Ulver juxtaposes past and present, the divine and the mundane, in the very sound of the album. From black metal roots this Norwegian group has gained a reputation for jumping and blurring genres with aggression, and this latest album has arguably their most unexpected leap yet. Synthpop alongside Gothic chords. It bounces, it grooves; you can dance to it. All the while Rygg croons about death and fallen empires. Modern Bacchanalia beneath soaring cathedral vaults. It is a very listenable album that is also objectively weird. It's almost a miracle that the combination works at all. The sound in The Assassination of Julius Caesar isn't just functional, it's gorgeous.
The real meat of the songs are in the lyrics, Rigg's beautiful delivery, and how the tone of each song affects the storytelling. Opening track "Nemoralia" is a true statement of intent, the beat straight out of Depeche Mode as Rigg moves through a list of images by turns idyllic and disturbing. Moon festivals. Christians as "human candles". Nero setting fire to Rome.
As the references pile on, the suggested relationship between the images become stranger, more complex. Saints Peter and Paul, who died in Rome. Princess Diana, named after the Roman goddess of hunting and the moon, who was hounded to death one night "in the Capital of Romance". As the mournful "So Falls the World" later makes explicit, tragedies are repeated and nothing is new. The promise of the 60s fades away into death, as "1969" recalls that year's darkest myth: the Manson Family's cultish devotion to The Beatles, and the murder of the pregnant Sharon Tate.
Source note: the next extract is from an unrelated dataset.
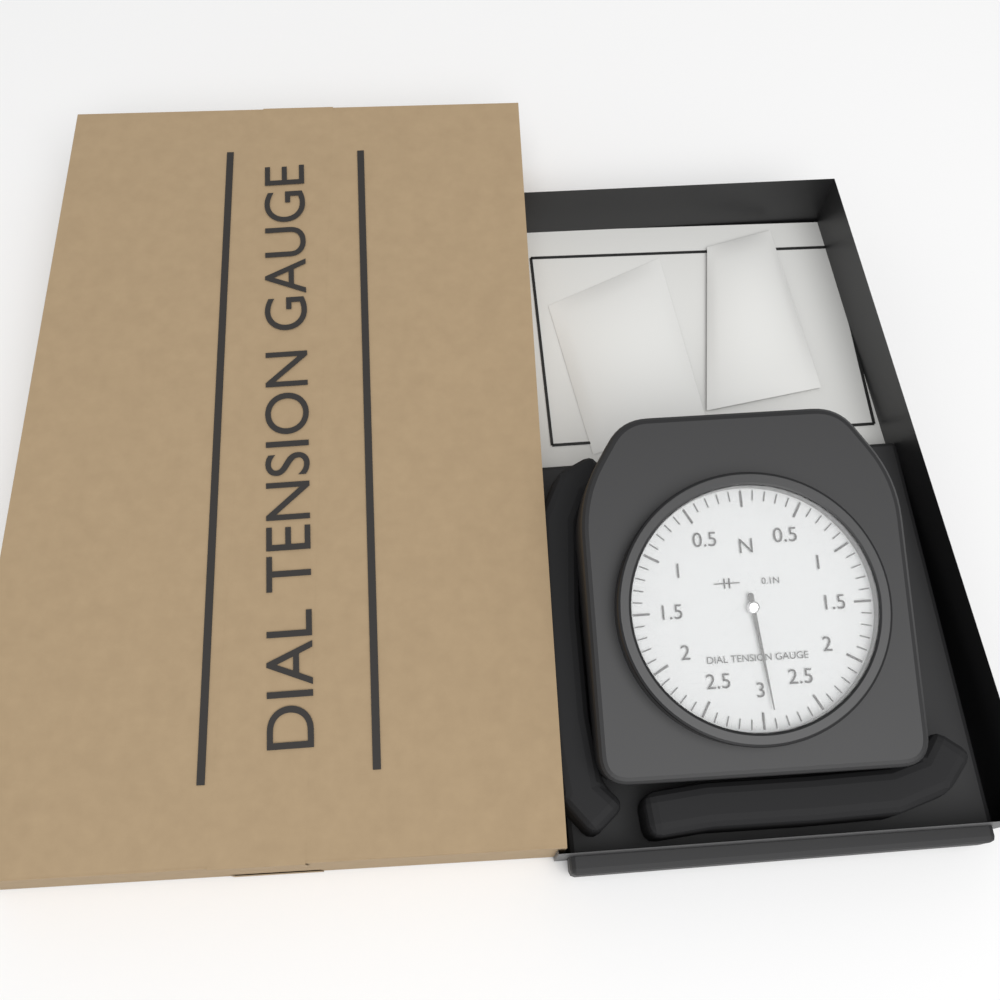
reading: 2.9 N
Fiction is invoked: "We all must carry Rosemary's baby." The house that holds the Church of Satan disappears. John Paul II survives his first assassination attempt, and his wounds recall the stigmata that mark God's favoured. There are wolves in the forest and the world will fall as Rome once fell, over and over again.
For Rome looms over it all, doomed and gone, leaving behind only the ruins and stories with which we have shaped the world we live in. Rather weighty themes for an album that borrows heavily from Depeche Mode, but Ulver does them justice. Give it a spin, it's good.